On 08/05/2013 11:01 AM, Susan wrote:
>
> --- In [email protected], Michael Jackson <mjackson74@...> wrote:
>> We have 4 nucler (NOO-kyuh-luhr) power plants here in SC with a total of 7 
>> reactors.
>>
>> They have been around so long we don't take much notice of them.
>>
>> Every now and then you might have to swerve your car real fast to avoid 
>> hitting an eight legged cow sized frog that comes out of the swamps nearby 
>> the reactor, but the nucler place generally pays your damages, so its no big 
>> deal.
>>
>> Barnwell Nuclear facility here in SC used to store waste for the entire 
>> country, now only for connecticut, new jersy, and SC itself. Most of the 
>> rest goes to Hanford.
>>
>>
>>
>>
>> ________________________________
>>   From: Bhairitu <noozguru@...>
>> To: [email protected]
>> Sent: Monday, August 5, 2013 12:14 PM
>> Subject: Re: [FairfieldLife] For Rick and others: Pro nuclear power 
>> documentary
>>   
>>
>>
>> Â
>> On 08/04/2013 08:18 PM, Susan wrote:
>>> I just saw Pandora's Promise, by Robert Stone, an environmentalist who has 
>>> in the past been active in anti-nuclear energy protests.  He got convinced 
>>> otherwise and has made this docu.  It features info and also interviews 
>>> with several environmentalists who have educated themselves and changed 
>>> their minds about nuclear energy.  Stuart Brand (Whole Earth catalogue) is 
>>> one and so is Mark Lynas, who wrote the book Six Degrees in 2007.  I have 
>>> mentioned that book here several times - terrific and accessible read about 
>>> climate change.  Lynas was anti nuclear for years - and now changed his 
>>> mind.  A worthwhile movie to see - and while I am not at all an expert on 
>>> nuclear power, it made a really good case for the positives.  It also seems 
>>> that there is a type of nuclear power (IFR) that produces waste that is 
>>> recyclable by the nuclear plant itself. The safeguards on these are also 
>>> incredible.
>>>
>>>
>> I grew up near the Hanford Nuclear Reservation which is now having a
>> terrible time with all the waste that facility generated. Nuclear energy
>> is NOT a very good idea.  And when you let profit hungry big
>> corporations run the show the problem gets worse.
>>
>> Right now the problems facing this world are from one thing: too large a
>> human population.  This needs to be addressed humanly through one child
>> programs etc.  We could probably survive and enjoy life with a much
>> lower supply of electrical energy and still keep a lot of the technology
>> we have today.  The problem is the every man for himself atmosphere that
>> laissez faire capitalism promotes.  That keeps excessive consumption
>> alive just so some bunch can keep making money.  How insane!
>>
> And can you actually imagine western nations enforcing a one child policy? 
> This is wishful thinking, even if a terrific solution.  On a long drive 
> recently I listened to Dan Brown's new novel, Inferno. Not a very well 
> written book. But......Plot spoiler alert from this point on:  The plot is 
> about a scientist and others who feel that they must do something drastic to 
> reduce earth's population or else we are going to be extinct due to damage to 
> the planet.  Via terrorist means, they plan to introduce into the atmosphere 
> a virus that renders about 1/3 of the people who breathe it infertile.
> In real life, there are apparently groups out there who are hoping for some 
> event or epidemic or something to reduce our numbers and save us from 
> ourselves.

OK, spoiler here....

but the UK Channel 4 TV series we chatted about here, "Utopia" was about 
that.  I even told some folks I was playing the first episode for to pay 
attention to the opening newscast, it lays out the whole thing.  Most 
people wouldn't pay that strict attention as they think that the 
newscast is just background sound.  BTW, HBO bought the rights to that 
series and is producing a US version which may well be watered down and 
probably not it the nice "scope" aspect ratio that the UK versions was 
shown.

I've wondered if a virus were produced to stop pregnancy and then 5 
years later an antidote found if people would still want to have 
children?  Let's face it, having children is more of a romantic or 
emotional thing except of course for "mistakes."   A friend and his wife 
just had their first child and probably only child.  He is in his 40s 
and was an only child.  I did the horoscope which showed nothing but 
weak planets (oh well, my horoscope is like that too). But I kept 
thinking, "poor kid, I sure wouldn't want to be born into this world the 
state it is in."

And I have other friends who have chosen not  to have children at all in 
spite of the fact that they are very bright people.  It's the religious 
fundamentalists who have still having large families obviously because 
their emotions drive them more than reason.

BTW, a few months back I found a copy of a Chinese newspaper delivered 
here and to all houses in the neighborhood.   The ad on the front page 
celebrated the single child policy.  Of course folks from China are 
coming over on tours to buy houses in the US.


_Exercise directions_
Transcription task. Write out each entry verbatim and exclude any image.

━━ Data in this exercise ━━

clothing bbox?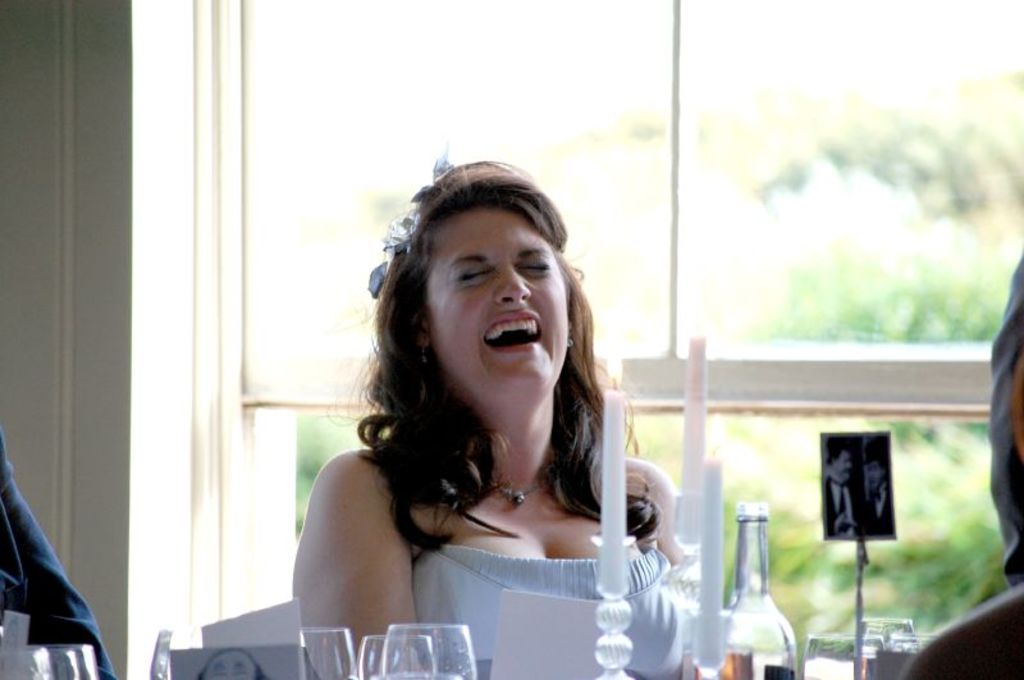
bbox=(860, 484, 896, 538)
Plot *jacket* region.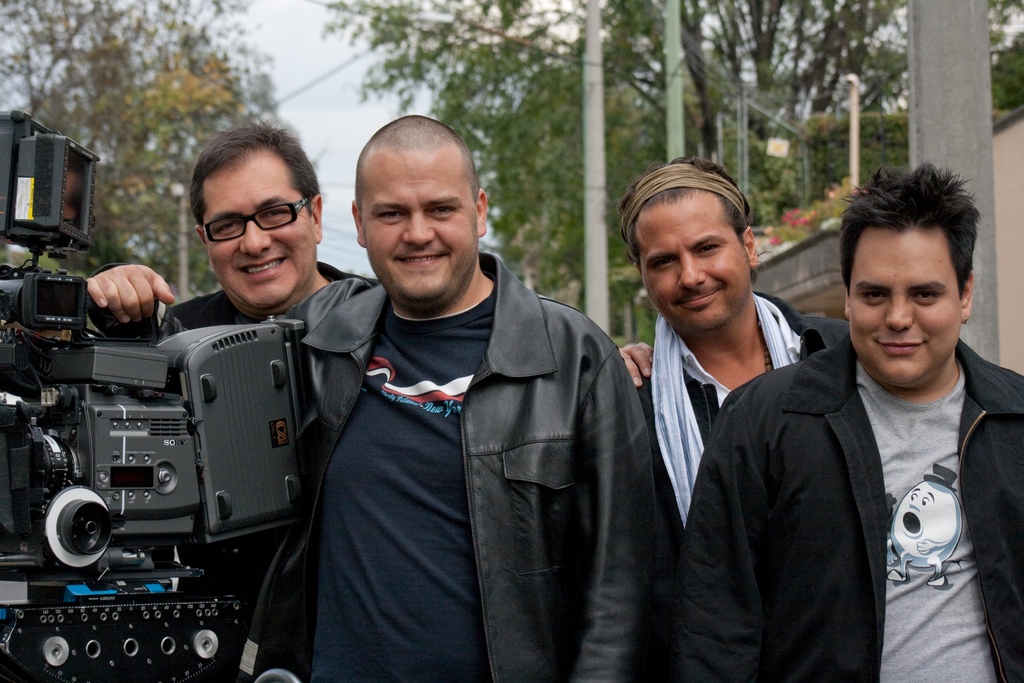
Plotted at 285, 197, 664, 675.
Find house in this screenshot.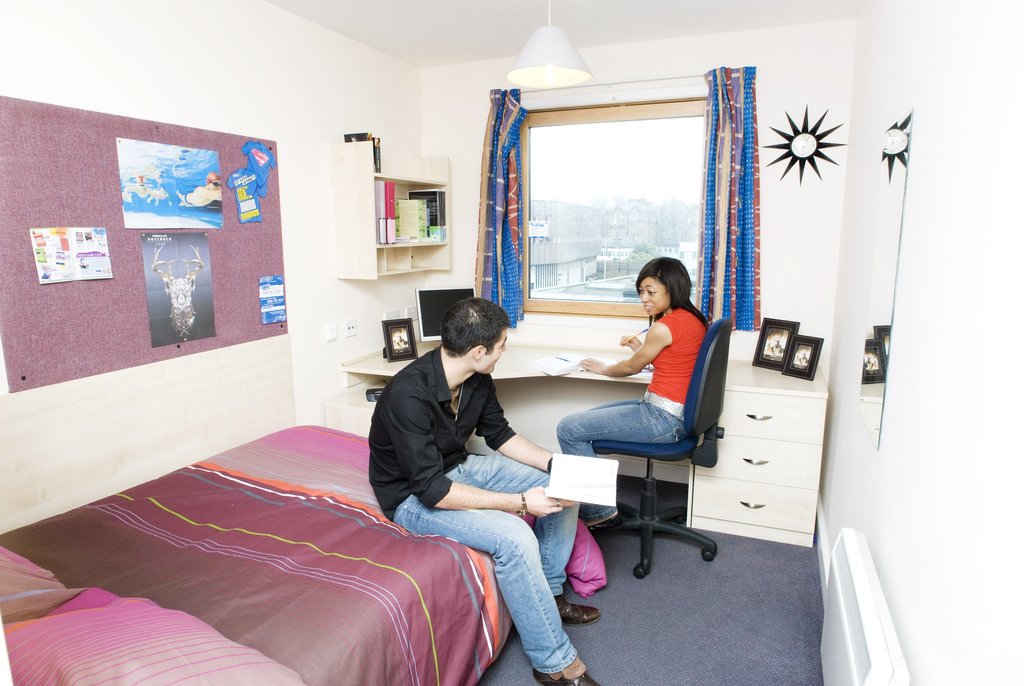
The bounding box for house is {"left": 0, "top": 0, "right": 1023, "bottom": 685}.
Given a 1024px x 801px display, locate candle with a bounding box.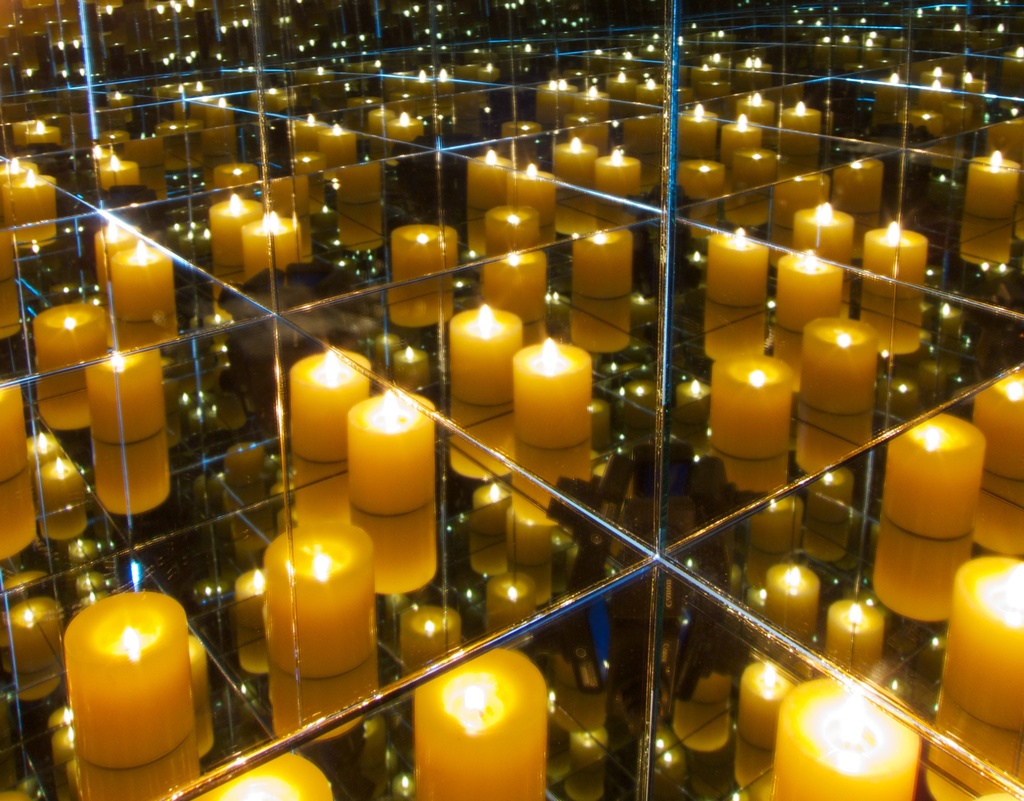
Located: pyautogui.locateOnScreen(701, 227, 766, 309).
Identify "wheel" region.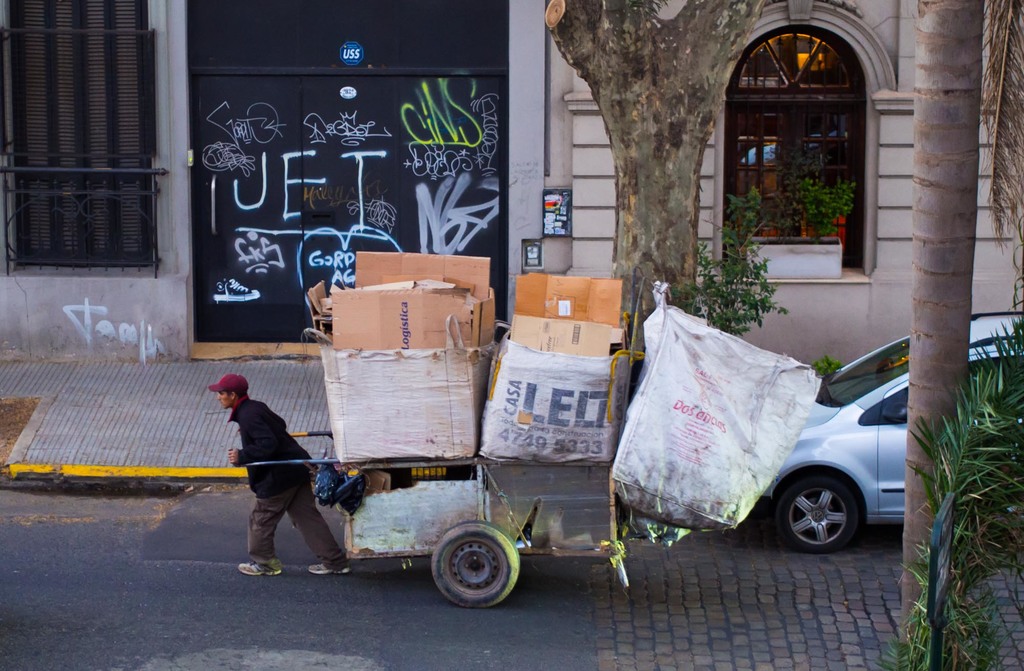
Region: left=413, top=521, right=531, bottom=611.
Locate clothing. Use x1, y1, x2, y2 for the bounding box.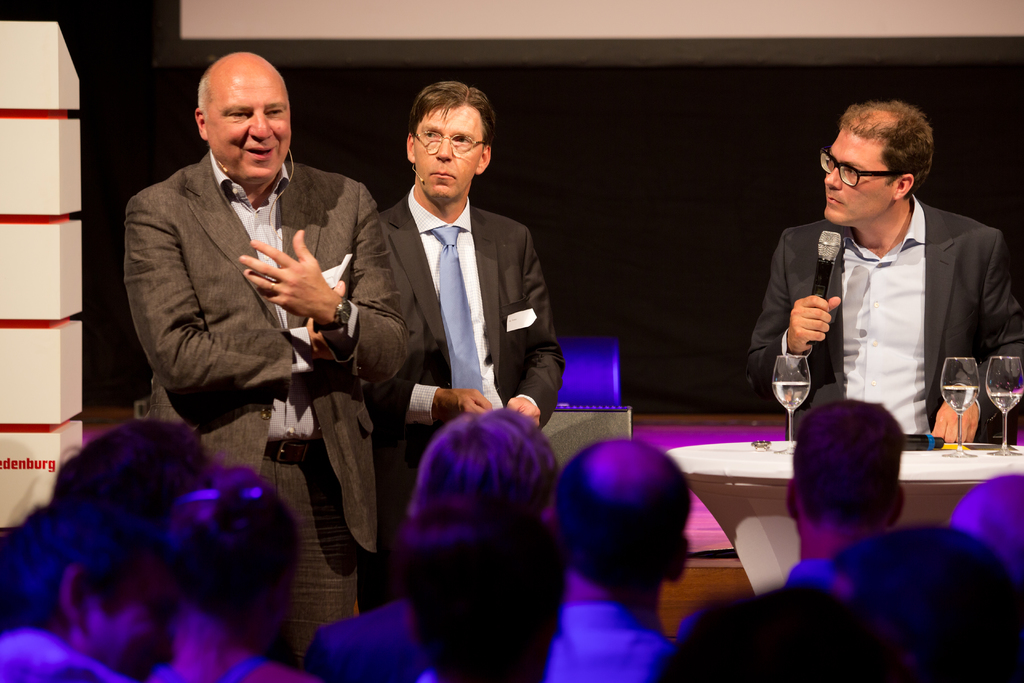
362, 183, 565, 616.
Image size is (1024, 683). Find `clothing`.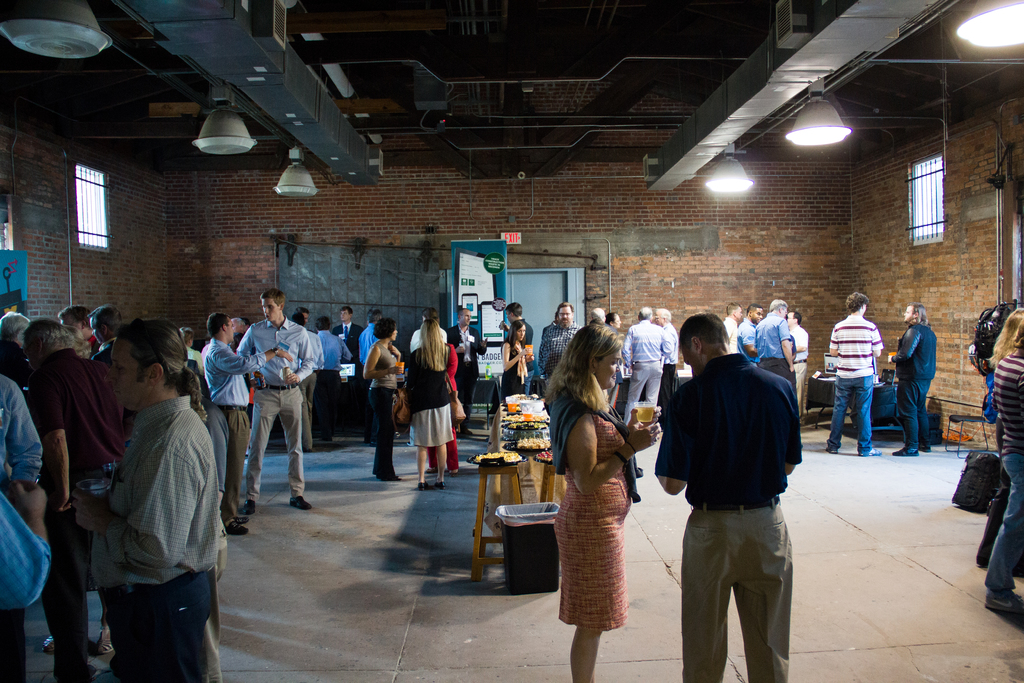
bbox=(655, 350, 797, 682).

━━━

_Output of the task_
clothing bbox?
bbox=(860, 484, 896, 538)
Plot *jacket* region.
Plotted at 285, 197, 664, 675.
Find house in this screenshot.
The bounding box for house is {"left": 0, "top": 0, "right": 1023, "bottom": 685}.
Given a 1024px x 801px display, locate candle with a bounding box.
Located: pyautogui.locateOnScreen(701, 227, 766, 309).
Identify "wheel" region.
Region: left=413, top=521, right=531, bottom=611.
Locate clothing. Use x1, y1, x2, y2 for the bounding box.
362, 183, 565, 616.
Image size is (1024, 683). Find `clothing`.
bbox=(655, 350, 797, 682).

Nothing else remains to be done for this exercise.